Iraqi forces are facing the final battle to defeat Isis in the country for good as elite troops engage in a gruelling building-by-building fight in the last few extremist-controlled neighbourhoods of Mosul.

Iraqi coalition forces, supported by a US-led international coalition, have succeeded in retaking the side of the city east of the River Tigris that cuts through it, and 30 per cent of west Mosul, after more than 100 days of bitter fighting.

The remaining Isis fighters - thought to have at the most numbered between 6,000 - 10,000 men - are now heavily outnumbered by 100,000 Iraqi soldiers and militia units.

Iraqi forces launch push to retake western Mosul from IS

“Any of the fighters who are left in Mosul, they're going to die there,” US envoy to the anti-Isis coalition Brett McGurk told reporters on Sunday.

Access to the last main road out of the city has also been cut.

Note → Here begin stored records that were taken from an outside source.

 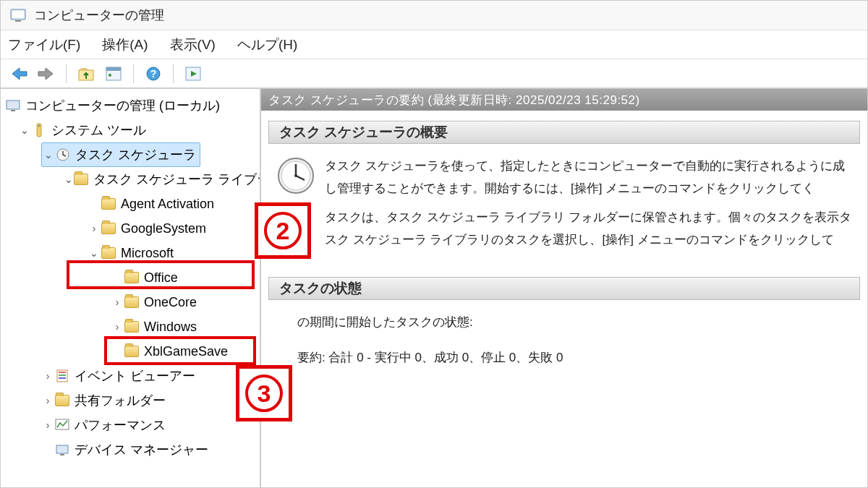 What do you see at coordinates (130, 130) in the screenshot?
I see `tree-system-tools: ⌄ システム ツール` at bounding box center [130, 130].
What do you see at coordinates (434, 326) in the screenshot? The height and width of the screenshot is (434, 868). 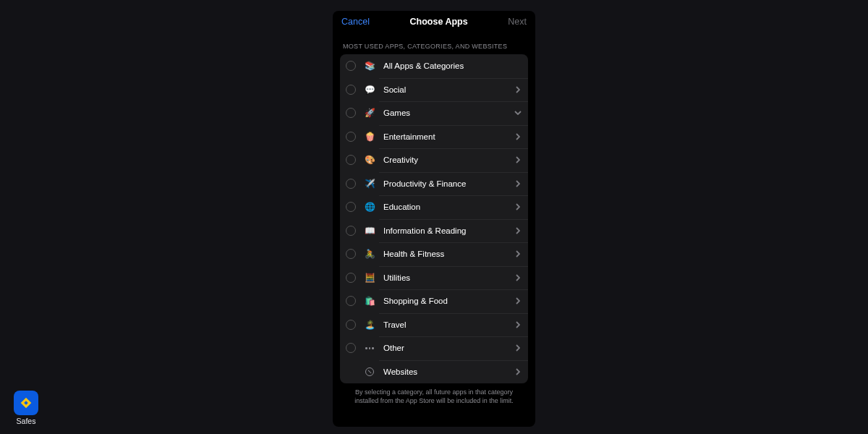 I see `category-row-travel: 🏝️Travel` at bounding box center [434, 326].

Removing the jihadis from Iraq’s second largest city - which it has controlled since the summer of 2014 - will effectively spell the end of Isis, as a land-holding force in the country, driving the remnants of the group back to their de facto capital of Raqqa in neighbouring Syria.

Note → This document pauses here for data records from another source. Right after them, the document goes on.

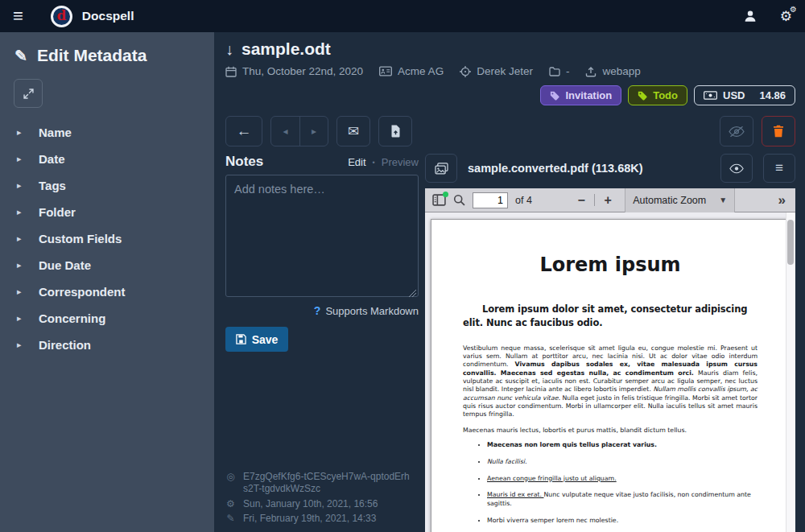  What do you see at coordinates (622, 480) in the screenshot?
I see `doc-bullet: Aenean congue fringilla justo ut aliquam…` at bounding box center [622, 480].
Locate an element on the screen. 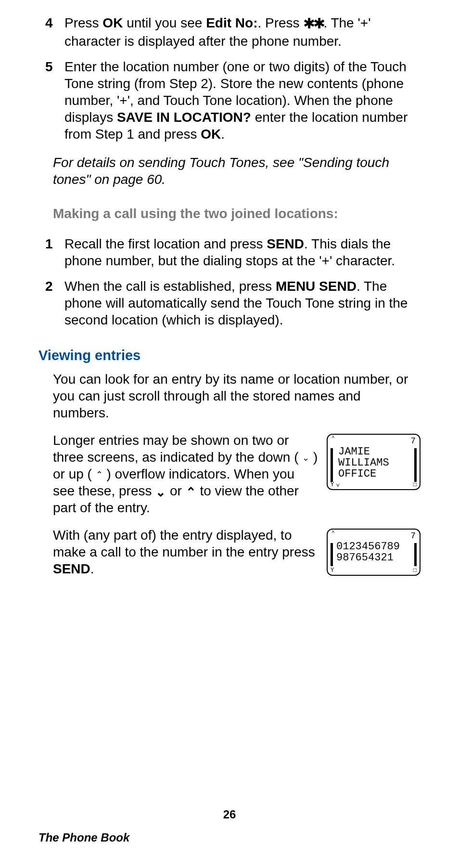 Image resolution: width=459 pixels, height=868 pixels. subheading-making-call: Making a call using the two joined locat… is located at coordinates (237, 214).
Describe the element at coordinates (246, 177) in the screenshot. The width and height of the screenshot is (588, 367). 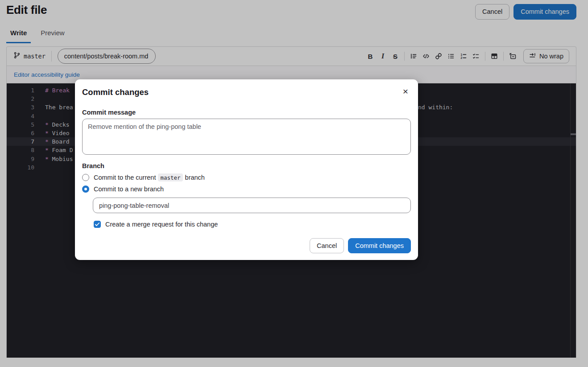
I see `radio-row-current-branch: Commit to the current master branch` at that location.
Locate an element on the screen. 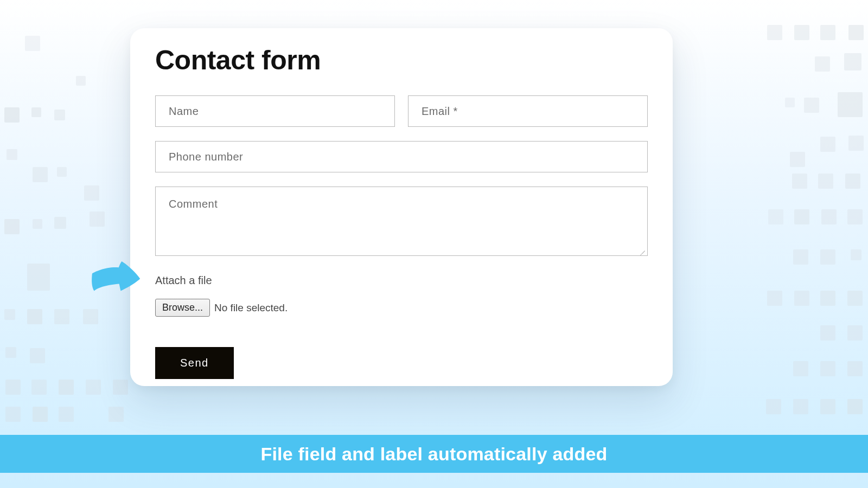 This screenshot has height=488, width=868. form-title: Contact form is located at coordinates (401, 60).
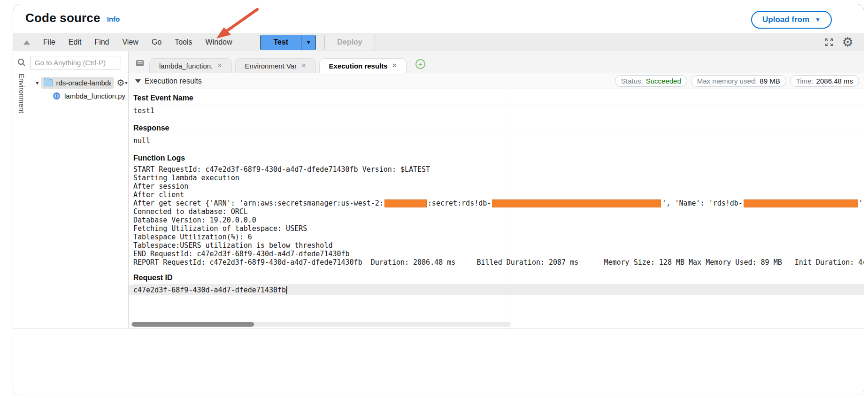 The height and width of the screenshot is (398, 868). What do you see at coordinates (499, 229) in the screenshot?
I see `log-line: Fetching Utilization of tablespace: USER…` at bounding box center [499, 229].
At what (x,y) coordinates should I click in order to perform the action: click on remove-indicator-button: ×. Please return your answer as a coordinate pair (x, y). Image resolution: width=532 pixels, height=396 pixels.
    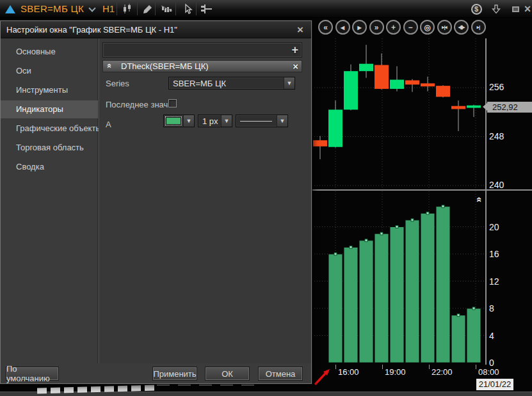
    Looking at the image, I should click on (296, 67).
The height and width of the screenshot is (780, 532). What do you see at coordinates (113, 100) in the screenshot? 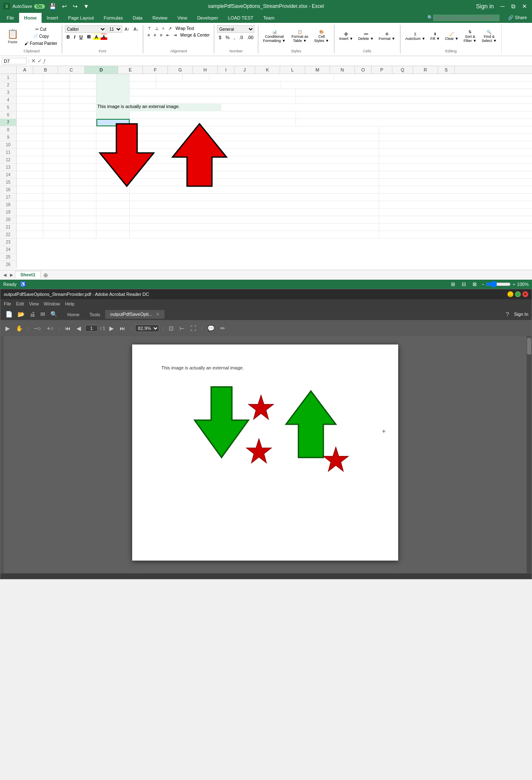
I see `cell-D4` at bounding box center [113, 100].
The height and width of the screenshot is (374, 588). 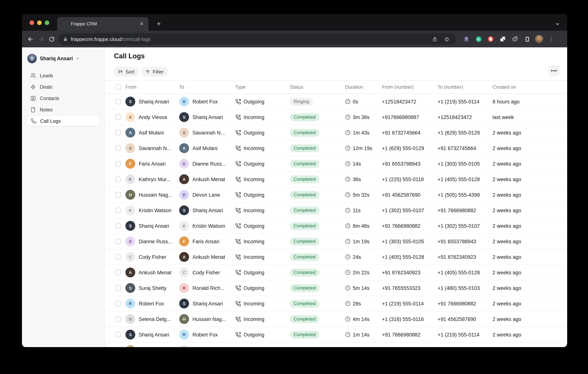 What do you see at coordinates (336, 226) in the screenshot?
I see `table-row: S Shariq Ansari K Kristin Watson Outgoin…` at bounding box center [336, 226].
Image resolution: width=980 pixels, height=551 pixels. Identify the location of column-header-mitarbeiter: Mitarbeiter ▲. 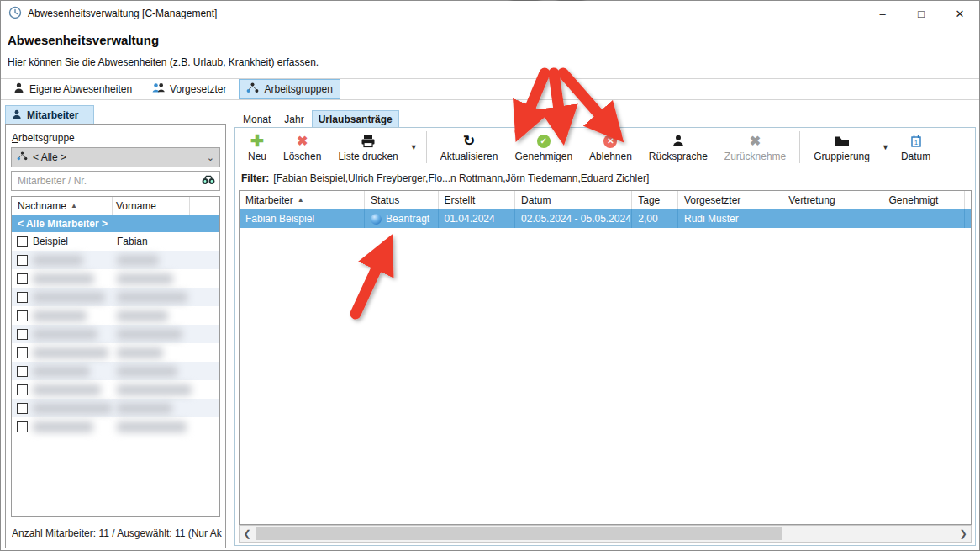
(303, 200).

But the last areas of the city are being fiercely defended by Isis snipers, as well as roadside and suicide bombs and artillery fire. Isis’ use of an extensive tunnel network and the densely populated old city and city centre have also made the going tough for coalition troops, which are seeking to minimize civilian casualties.

“The fighting is at much closer quarters. It was street-by-street and now it's house-by-house,” Iraqi commando Alaa Shaker, a member of the elite Counter Terrorism Service (CTS), told Reuters.

“We are often literally in the same house, on the roof, and [Isis] is downstairs. Sometimes we drop grenades. If there are civilians, families in the homes, we shout to them to take cover inside a room.”

The fighting since October 2016 has come at a heavy price for both Mosul’s civilians and Iraqi troops. Thousands of Iraqi civilians have died in the fighting since October, and a total of more than 200,000 in total displaced from their homes.

At least 6,878 civilians were killed in violence mainly inflicted by Isis around the country last year, the United Nations Assistance Mission to Iraq (UNAMI) has said.

Many Mosul residents report their loved ones have died as a result of friendly fire rather than Isis’s warfare tactics.

AirWars, a UK-based non-profit monitoring the effect of anti-Isis air strikes on civilians, said last week that they believed 370 civilians died in US-led coalition bombing in just the first week of March alone.

The Iraqi army has refused to release further troop casualty figures since a December report from the UN which found that almost 2,000 had been killed in just the first six weeks of fighting.

While losing control of Mosul will be a decisive blow to Isis, the jihadi organisation is expected to pose a renewed threat in the form of an insurgency war against Iraqi forces.